Showing posts with label Optimism. Show all posts
Showing posts with label Optimism. Show all posts

Wednesday, 12 December 2007

What is Cynicism Good For?

A friend of mine here in London--we'll call her Sarah-- is a corporate executive.

Sarah's firm recently merged with an American one, and she relayed to me the story of an email she received from an employee in the US. He was retiring after having worked with the firm for more than thirty years. The farewell email he sent round to the firm, she told me (with a disdainful smile on her face) was openly gushy... saying how much his years at the firm had meant to him, how much he would miss his colleagues, etc.

Sarah rolled her eyes as she recounted this to me. "Isn't that ridiculous?" she asked. And then she added, "That would never happen here in England."

I was a bit surprised by her reaction. I don't think I would have done any differently than that employee if I'd been at a firm for over 30 years. You develop relationships-- with people, with the institution. It shapes your life.

We then got into a long argument about how, in her eyes, Americans define themselves too much by their work (fair enough); how they constantly say how wonderful everything is without really meaning it (also mostly true); how they feel a need to paint everything with a "you-can-do-it" rosy tint (true again).

Sarah has a point about the way in which the cultural pressure to look and be happy distorts our behavior in the US (See for example, my friend Guy's American phrasebook for a humorous take on this). But I can't help but think that there is something equally peculiar about the energy and passion with which Sarah felt the need to attack her colleague's email.

Just like our American "you-can-do-it" stereotypes, cynicism is also a lens through which to see the world. I find it quite a lot here in London. It's often dressed up in sophisticated, even charming manifestations. My Rough Guide to London speaks of a nation-wide standard for journalists in which extreme cynicism is first quality on the checklist before getting a job as a writer or newscaster. Combined with the fact that the British, on average, have way more knowledge about what's going on in the world-- it makes for far better news coverage than what we get at home.

But like any point of view, cynicism has it drawbacks. It's fine to question things, fine to be smug about those who don't see the irony and sheer ridiculousness of everyday life... But at the end of the day, what's wrong with getting attached to one's workplace, as long as it's held in healthy balance? More fundamentally, what's wrong with believing that it's possible to live the kind of life you want to live?

I ask that rhetorically, of course. But I'm finding more and more that not everyone would see that as a rhetorical question. A realization unto itself.

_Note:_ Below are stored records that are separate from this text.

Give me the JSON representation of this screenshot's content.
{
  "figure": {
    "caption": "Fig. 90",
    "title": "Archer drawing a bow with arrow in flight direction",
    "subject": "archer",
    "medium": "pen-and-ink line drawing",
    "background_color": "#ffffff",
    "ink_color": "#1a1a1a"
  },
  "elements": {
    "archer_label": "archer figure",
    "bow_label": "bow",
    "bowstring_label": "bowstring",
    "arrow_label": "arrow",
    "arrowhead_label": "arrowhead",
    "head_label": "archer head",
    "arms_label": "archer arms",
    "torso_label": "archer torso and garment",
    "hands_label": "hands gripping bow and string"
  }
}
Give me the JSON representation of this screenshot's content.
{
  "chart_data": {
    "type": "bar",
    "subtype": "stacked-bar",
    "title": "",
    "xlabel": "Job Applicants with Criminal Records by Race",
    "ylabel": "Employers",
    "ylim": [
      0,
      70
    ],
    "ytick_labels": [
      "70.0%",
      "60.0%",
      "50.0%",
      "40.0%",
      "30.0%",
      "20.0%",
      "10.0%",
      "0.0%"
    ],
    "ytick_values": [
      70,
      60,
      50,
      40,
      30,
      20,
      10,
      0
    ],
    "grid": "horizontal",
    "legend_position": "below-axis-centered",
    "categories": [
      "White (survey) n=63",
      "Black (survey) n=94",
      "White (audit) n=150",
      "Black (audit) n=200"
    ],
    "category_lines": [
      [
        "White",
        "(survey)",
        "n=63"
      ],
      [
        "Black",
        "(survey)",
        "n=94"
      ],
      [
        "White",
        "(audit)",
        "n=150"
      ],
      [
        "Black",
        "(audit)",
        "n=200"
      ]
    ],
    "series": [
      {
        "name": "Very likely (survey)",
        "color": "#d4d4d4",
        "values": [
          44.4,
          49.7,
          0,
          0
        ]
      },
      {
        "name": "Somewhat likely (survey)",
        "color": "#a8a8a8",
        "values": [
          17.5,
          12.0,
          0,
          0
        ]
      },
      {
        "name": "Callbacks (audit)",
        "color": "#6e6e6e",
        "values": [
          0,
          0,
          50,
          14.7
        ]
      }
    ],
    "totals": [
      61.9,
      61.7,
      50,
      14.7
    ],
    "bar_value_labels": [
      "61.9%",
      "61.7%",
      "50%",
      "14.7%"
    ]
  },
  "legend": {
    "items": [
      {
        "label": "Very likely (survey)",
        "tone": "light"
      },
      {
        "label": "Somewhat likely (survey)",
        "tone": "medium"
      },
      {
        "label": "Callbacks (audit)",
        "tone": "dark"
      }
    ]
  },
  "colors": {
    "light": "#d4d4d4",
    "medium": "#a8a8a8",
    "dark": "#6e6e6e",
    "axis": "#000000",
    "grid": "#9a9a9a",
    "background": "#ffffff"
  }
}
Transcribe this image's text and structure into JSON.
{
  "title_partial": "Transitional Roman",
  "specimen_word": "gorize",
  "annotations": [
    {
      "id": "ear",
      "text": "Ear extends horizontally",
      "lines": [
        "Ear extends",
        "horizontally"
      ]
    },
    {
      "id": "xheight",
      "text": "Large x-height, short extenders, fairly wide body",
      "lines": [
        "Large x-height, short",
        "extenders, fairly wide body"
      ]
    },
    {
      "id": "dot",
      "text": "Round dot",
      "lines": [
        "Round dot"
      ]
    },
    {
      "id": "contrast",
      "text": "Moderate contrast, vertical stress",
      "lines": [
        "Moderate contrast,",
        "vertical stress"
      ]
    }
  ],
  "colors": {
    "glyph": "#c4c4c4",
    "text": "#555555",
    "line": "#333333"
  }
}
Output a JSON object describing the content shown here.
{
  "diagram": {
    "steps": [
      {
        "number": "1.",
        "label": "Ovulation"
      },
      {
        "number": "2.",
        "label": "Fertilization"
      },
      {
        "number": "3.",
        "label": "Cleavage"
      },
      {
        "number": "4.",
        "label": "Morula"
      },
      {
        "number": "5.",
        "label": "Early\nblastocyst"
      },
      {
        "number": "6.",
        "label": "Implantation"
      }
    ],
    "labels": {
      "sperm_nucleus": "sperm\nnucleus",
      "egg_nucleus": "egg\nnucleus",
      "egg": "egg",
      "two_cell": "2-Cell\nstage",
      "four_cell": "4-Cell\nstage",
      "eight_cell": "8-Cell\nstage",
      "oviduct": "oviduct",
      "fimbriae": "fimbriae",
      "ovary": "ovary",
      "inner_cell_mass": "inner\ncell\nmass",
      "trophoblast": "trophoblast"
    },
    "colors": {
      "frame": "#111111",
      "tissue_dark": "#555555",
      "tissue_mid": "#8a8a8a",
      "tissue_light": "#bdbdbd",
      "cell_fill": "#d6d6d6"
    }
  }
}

Same friend tells me the story of a party we went to last weekend. She apparently met a lovely guy, also well educated. He asked her what college she went to at Oxbridge but first revealed his own college-- one of the most prestigious in Oxbridge. She tells him her college-- and, as she recalls-- he pauses for a moment, and changes the subject, as if to underline how much of a higher status he has.

Now, this isn't my culture. I've only lived here for less than six months. Sarah would be able to read his reactions better than I would.

...Except, I was at this party too. I met this guy. He seemed perfectly nice, a bit softspoken; indeed, even a bit diffident. Not the type of person, in short, who would go around averting his nose to different colleges at the most prestigious universities in the country.

I began to wonder. If I'd been in the exact same conversation, I would have read his reaction differently. Where she saw arrogance, I would have seen awkwardness. Where she saw discussions of status, I would have seen a simple exchange of facts.

Perhaps this is the exact meaning of culture-- that you can take the same exact set of inputs and interpret them completely differently. Perhaps I'm naive to not want to focus on what might rightly be a bit of status-flaunting by this guy at the party. I suppose, though, at the end of the day, I'd want to err on the side of interpreting life as fairly good, and people as fairly decent. Are the two interpretations equally valid?

Which brings me back to the question I posed as the title of the post. There's nothing inherently inferior or superior about the American tendency to celebrate heroic individualism and optimism. It's good for certain situations and distorts others.

But what is cynicism good for? When is cynicism the right lens to take to the world?

That, I might add, is not a rhetorical question.